Katherine O'Donnell ECKERT, Plaintiff,
v.
Charles FITZGERALD, Defendant.
Civ. A. Nos. 82-2096, 82-2097.
United States District Court, District of Columbia.
October 22, 1982.*89 John F. Burke, Bulman, Dunie, Freeman, Burke & Feld, Bethesda, Md., for plaintiff.
Peter Barnes, Leva, Hawes, Symington, Martin & Oppenheimer, Washington, D.C., for defendant.
ORDER
JOYCE HENS GREEN, District Judge.
In June 1982, plaintiff Katherine O'Donnell Eckert commenced two actions in the Superior Court of the District of Columbia against defendant Charles Fitzgerald, one in the Civil Division for Damages, Possession and Waste, and the other in the Landlord and Tenant Branch solely for Possession of Real Estate. In July 1982, defendant removed these cases to the United States District Court for the District of Columbia, on the basis that this Court has original jurisdiction over both under 28 U.S.C. § 1332(a) and therefore, removal is proper under 28 U.S.C. § 1441(a).
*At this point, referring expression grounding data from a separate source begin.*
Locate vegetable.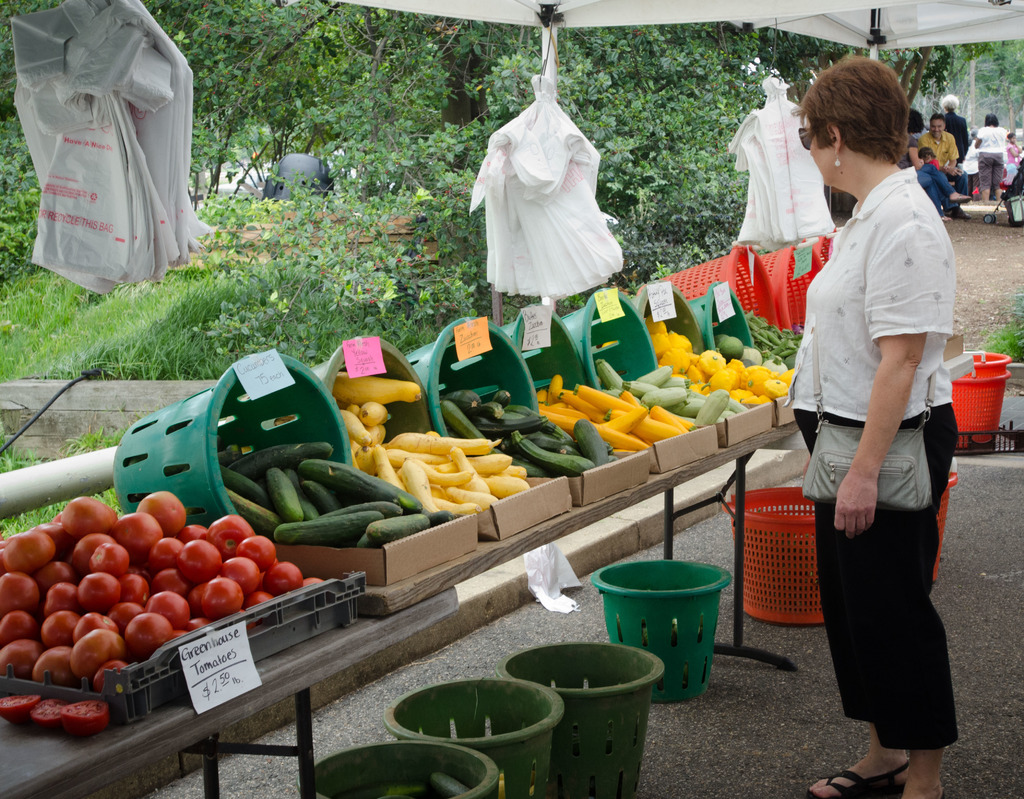
Bounding box: select_region(434, 775, 464, 798).
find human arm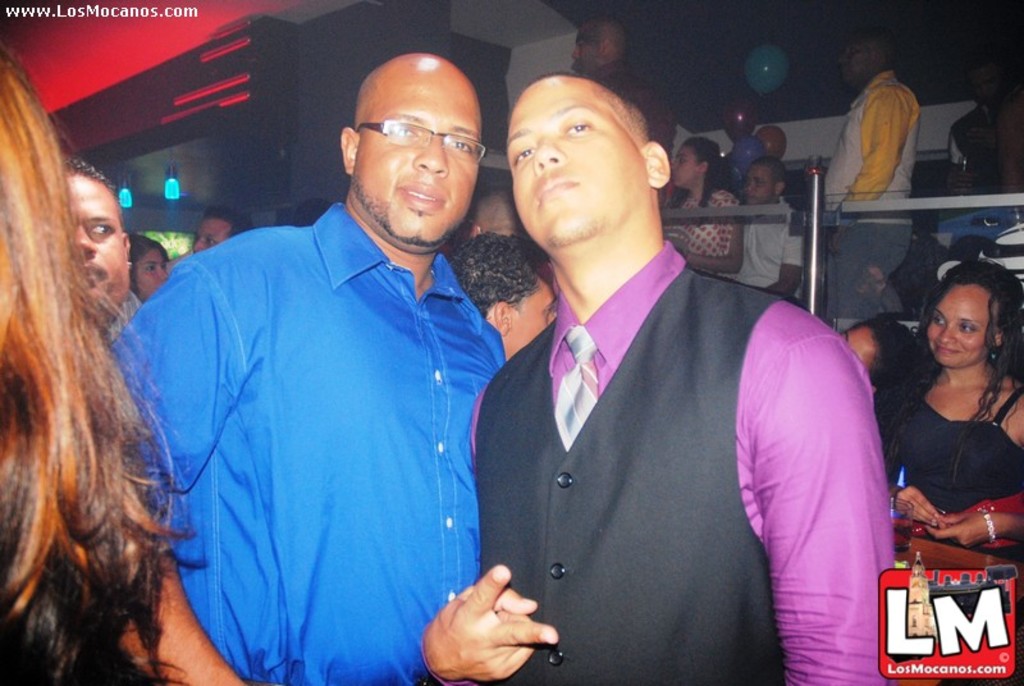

The parties agree that they are of diverse citizenship and that the amount in controversy exceeds $10,000, exclusive of interest and costs.
The issue before the Court is whether it has jurisdiction over an ejectment proceeding in the District of Columbia in light of D.C.Code § 45-1410 (1981 ed.) which provides:
Whenever a lease for any definite term shall expire, or any tenancy shall be terminated ... and the tenant shall fail or refuse to surrender possession of the leased premises, the landlord may bring an action of ejectment to recover possession in the Superior Court of the District of Columbia.
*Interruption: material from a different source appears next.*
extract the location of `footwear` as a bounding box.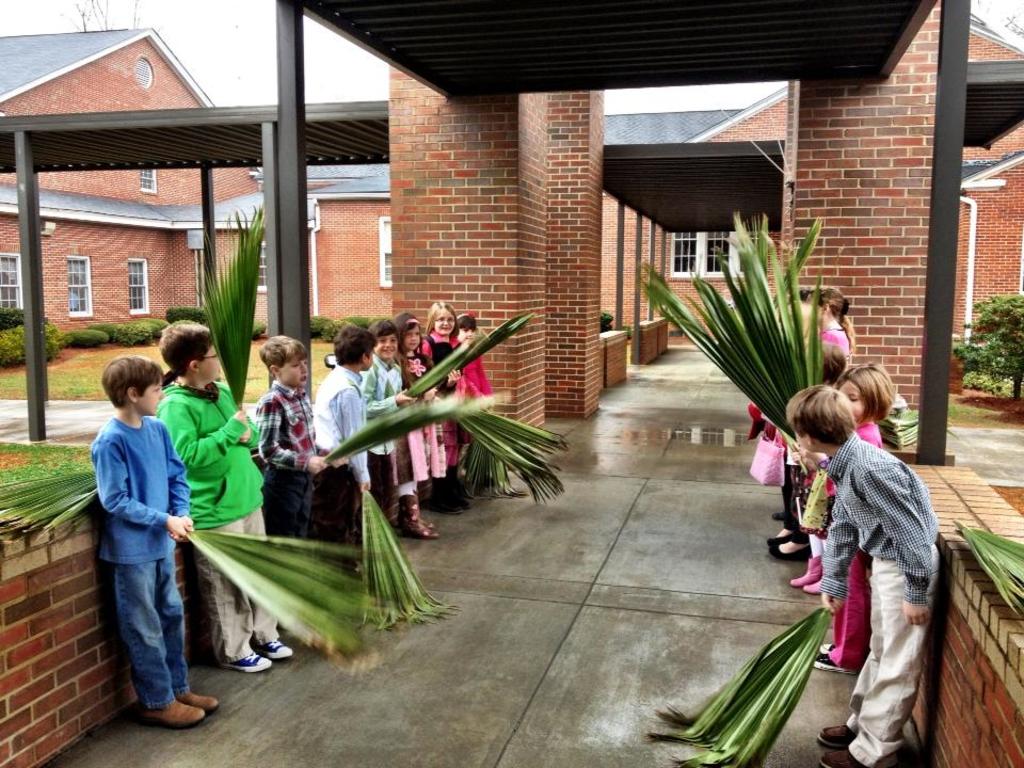
x1=814, y1=653, x2=858, y2=679.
In Herian v. United States, 363 F. Supp. 287, 289 (D.D.C.1973), this section was interpreted to vest exclusive jurisdiction of ejectment proceedings in the Superior Court. Although its holding purported to reach all ejectment cases, Herian involved a suit brought by the United States under 28 U.S.C. § 1345. That section provides for original jurisdiction in the district courts for all "civil actions, suits or proceedings commenced by the United States", except as otherwise provided by Congress. The Court in Herian found that the ejectment statute, part of the District of Columbia Court Reorganization Act of 1970, was such an exception. Id. But in a recent case, United States v. District of Columbia, 669 F.2d 738, 741 (1981), the Court of Appeals rejected Herian's premise that a provision of the District of Columbia Court Reorganization Act of 1970 could be construed as constituting an exception to a federal court's original jurisdiction under 28 U.S.C. § 1345.
In any event, unlike Section 1345, the diversity statute, which governs this case, contains no explicit exception for a contrary Congressional provision.[1] And, in District of Columbia, ex rel. John Driggs Co. v. Ranger Constr. Co., 394 F. Supp. 801, 802 (D.D.C.1974),[2] the Court held that a federal court's original jurisdiction in diversity cases is not subject to any implied exceptions; nor can a subsequently enacted Congressional *90 statute limited in application to the District of Columbia, like the ejectment statute at issue here, affect this jurisdiction.
Plaintiff can defeat removal only by showing that the federal court lacks original jurisdiction or that Congress has "expressly provided" that the case is not removable.[3]
The District of Columbia Court Reorganization Act of 1970, of which D.C.Code § 45-1410 is a part, was intended to make the District of Columbia's local court system analogous to that of the several states. S.Rep. No. 405, 91st Cong., 1st Sess. 5 (1969).
This Congressional purpose suggests that Congress intended that defendants in the District of Columbia have a right to removal concomitant with defendants sued in state courts.
Ranger Construction, 394 F.Supp. at 802; United States v. District of Columbia, 669 F.2d at 741 n. 4. Section 45-1410 of the D.C.Code cannot be read to create an express or implied exception to defendant's right to remove this case to federal court. Nothing in that section refers to removal nor otherwise suggests Congress' intent to divest federal courts of diversity jurisdiction. That diversity jurisdiction shall be exercised in this case.
SO ORDERED.
NOTES
[1] 28 U.S.C. § 1332(a)(1):
"The district courts shall have original jurisdiction of all civil actions where the matter in controversy exceeds the sum of $10,000, exclusive of interest and costs, and is between (1) citizens of different States ...."
[2] Ranger Construction involved a material-man's suit brought under D.C.Code § 1-804b(b) [now D.C.Code § 1-1105(b)], enacted as part of the District of Columbia Court Reorganization Act of 1970, which provides, in pertinent part, that "[e]very suit instituted under this action shall be brought ... in the Superior Court."
[3] 28 U.S.C. § 1441(a):
"Except as expressly provided by Act of Congress, any civil action brought in a state court of which the district courts have original jurisdiction may be removed by the defendant or the defendants, to the [appropriate federal] district court."